Day 4: Discipline and restraint
[Joseph's brothers] said to one another, “Surely we are being punished because of our brother. We saw how distressed he was when he pleaded with us for his life, but we would not listen; that’s why this distress has come on us” (Genesis 42:21).
Our God and our Father from whom the whole family in heaven and earth derives its name, thank You for Your great and tender mercies—Your compassions—renewed day by day. You are so good, and You offer us mercy in spite of our failings.
O God we bow in humble amazement as we look at how You not only forgive our faults, but You work things out to bring grace and redemption and to accomplish Your great purpose. Nowhere is this more evident than with the sons of Jacob. Wild, undisciplined, and unrestrained, they increasingly gave way to their basest behaviors and worst impulses.

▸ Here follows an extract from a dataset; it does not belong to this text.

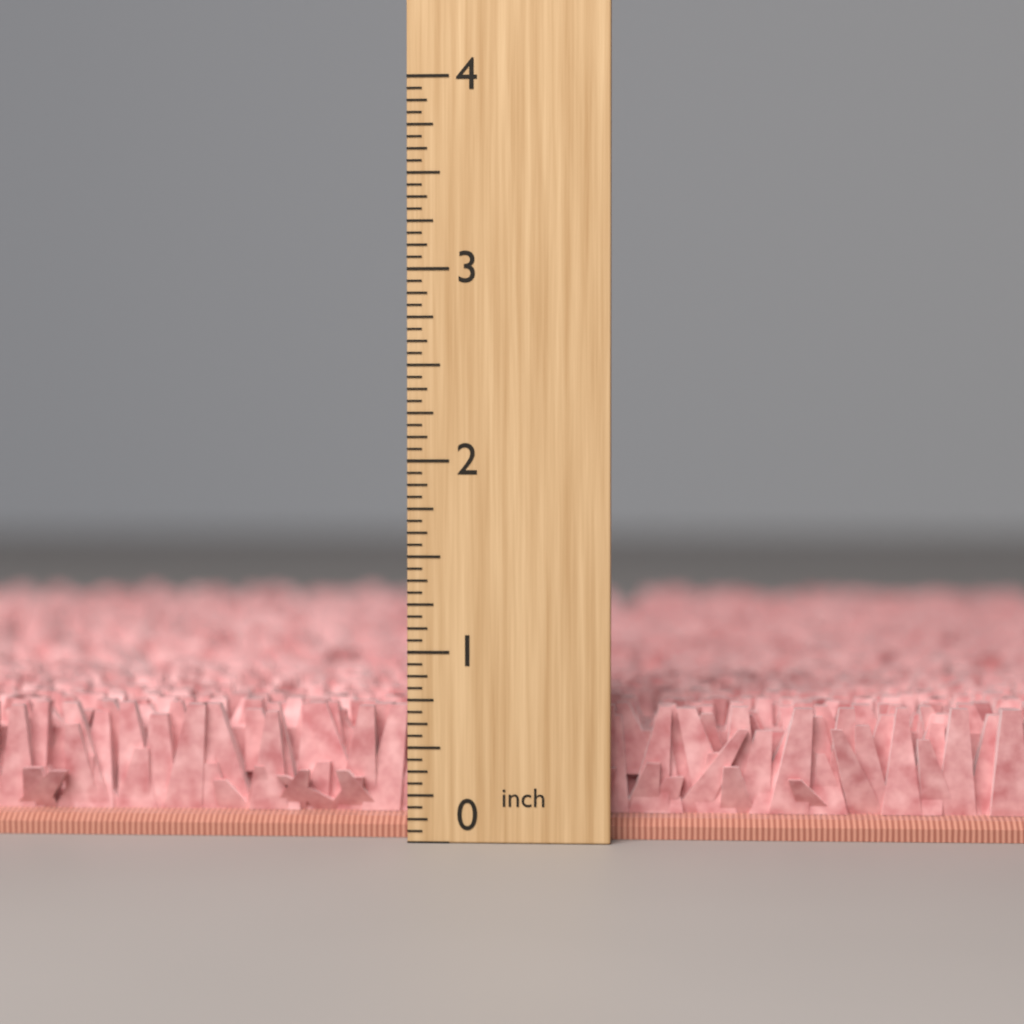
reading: 0.6875 inch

Sinking ever further after their vicious scheme for revenge in Shechem (Genesis 34), they plumbed the depths of family dysfunction. And finally, brimming with jealousy, envy, anger, and hatred, they descended into murderous intent, and a ruthless, callous, bargain that brought them profit and their brother Joseph slavery.
Joseph was later to tell them, “You intended to harm me, but God intended it for good…” But not before the enormous toll on the family—the years of slavery and suffering for Joseph—the heartbreak of their father who was later to tell Pharaoh, “My years have been few and difficult…” (Genesis 47:9)—the brothers’ own guilt and torment.
O God, You can redeem anything, but You desire to spare us the suffering we cause ourselves and others for want of discipline and restraint. The psalmist captures Your heart for Your people as You describe the hardships they would be spared, and the benefits they would enjoy “If My people would only listen to Me… would only follow My ways…” (Psalm 81:13-16).
The Lord Jesus lifted a similar lament over Jerusalem, “…How often I have longed to gather your children together, as a hen gathers her chicks under her wings, and you were not willing" (Matthew 23:37).
Father, it is often quite easy for us to see degeneration around us, but harder to see the subtle compromises, compounding misdeeds, and troublesome habits in our own lives—that left unchecked, draw us into a treacherous slide. Help us to be honest in confronting and confessing our sins, and in seeking to display the fruit of the Spirit—love, joy, peace, forbearance, kindness, goodness, faithfulness, gentleness and self-control.
We pray for our families, and in particular our children, and the young people we influence. Help us to train them in such a way that they would not freefall into depravity and difficulty for want of discipline and restraint. Help us to be for them models of sound judgment, self-governance, and self-control.
Oh Father, so much around us is dangerous, and deceptive and damaging. We look for Your deliverance, Lord!